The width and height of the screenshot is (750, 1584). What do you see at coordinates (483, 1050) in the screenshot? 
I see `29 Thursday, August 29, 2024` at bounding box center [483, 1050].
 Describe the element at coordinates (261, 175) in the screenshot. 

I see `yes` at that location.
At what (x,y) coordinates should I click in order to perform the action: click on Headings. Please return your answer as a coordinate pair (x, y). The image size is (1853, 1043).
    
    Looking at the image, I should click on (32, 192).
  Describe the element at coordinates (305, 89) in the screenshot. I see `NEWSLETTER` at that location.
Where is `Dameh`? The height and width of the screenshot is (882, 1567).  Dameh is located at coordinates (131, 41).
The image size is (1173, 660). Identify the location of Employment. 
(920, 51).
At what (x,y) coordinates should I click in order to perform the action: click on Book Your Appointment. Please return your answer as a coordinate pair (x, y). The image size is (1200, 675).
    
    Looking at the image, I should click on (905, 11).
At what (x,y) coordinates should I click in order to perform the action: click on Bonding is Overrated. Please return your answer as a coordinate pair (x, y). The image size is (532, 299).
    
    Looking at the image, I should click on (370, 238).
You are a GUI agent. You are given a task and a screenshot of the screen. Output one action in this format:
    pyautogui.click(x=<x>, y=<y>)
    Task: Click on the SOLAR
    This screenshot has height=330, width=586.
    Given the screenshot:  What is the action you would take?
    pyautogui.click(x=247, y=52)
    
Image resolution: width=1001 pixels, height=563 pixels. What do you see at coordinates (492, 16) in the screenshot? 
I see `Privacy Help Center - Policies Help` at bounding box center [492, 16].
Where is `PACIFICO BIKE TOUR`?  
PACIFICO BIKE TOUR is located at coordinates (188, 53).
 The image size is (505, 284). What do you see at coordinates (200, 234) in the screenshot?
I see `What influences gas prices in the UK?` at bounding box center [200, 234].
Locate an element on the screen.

## Instructions for the task
Your response should consist of the full listing, exactly as written.

## Reply
The width and height of the screenshot is (750, 1584). What do you see at coordinates (483, 1050) in the screenshot? 
I see `29 Thursday, August 29, 2024` at bounding box center [483, 1050].
 Describe the element at coordinates (261, 175) in the screenshot. 

I see `yes` at that location.
At what (x,y) coordinates should I click in order to perform the action: click on Headings. Please return your answer as a coordinate pair (x, y). The image size is (1853, 1043).
    
    Looking at the image, I should click on (32, 192).
  Describe the element at coordinates (305, 89) in the screenshot. I see `NEWSLETTER` at that location.
Where is `Dameh`? The height and width of the screenshot is (882, 1567).  Dameh is located at coordinates (131, 41).
The image size is (1173, 660). Identify the location of Employment. 
(920, 51).
At what (x,y) coordinates should I click in order to perform the action: click on Book Your Appointment. Please return your answer as a coordinate pair (x, y). The image size is (1200, 675).
    
    Looking at the image, I should click on (905, 11).
At what (x,y) coordinates should I click in order to perform the action: click on Bonding is Overrated. Please return your answer as a coordinate pair (x, y). The image size is (532, 299).
    
    Looking at the image, I should click on (370, 238).
You are a GUI agent. You are given a task and a screenshot of the screen. Output one action in this format:
    pyautogui.click(x=<x>, y=<y>)
    Task: Click on the SOLAR
    This screenshot has height=330, width=586.
    Given the screenshot:  What is the action you would take?
    pyautogui.click(x=247, y=52)
    
Image resolution: width=1001 pixels, height=563 pixels. What do you see at coordinates (492, 16) in the screenshot? 
I see `Privacy Help Center - Policies Help` at bounding box center [492, 16].
Where is `PACIFICO BIKE TOUR`?  
PACIFICO BIKE TOUR is located at coordinates (188, 53).
 The image size is (505, 284). What do you see at coordinates (200, 234) in the screenshot?
I see `What influences gas prices in the UK?` at bounding box center [200, 234].
Locate an element on the screen.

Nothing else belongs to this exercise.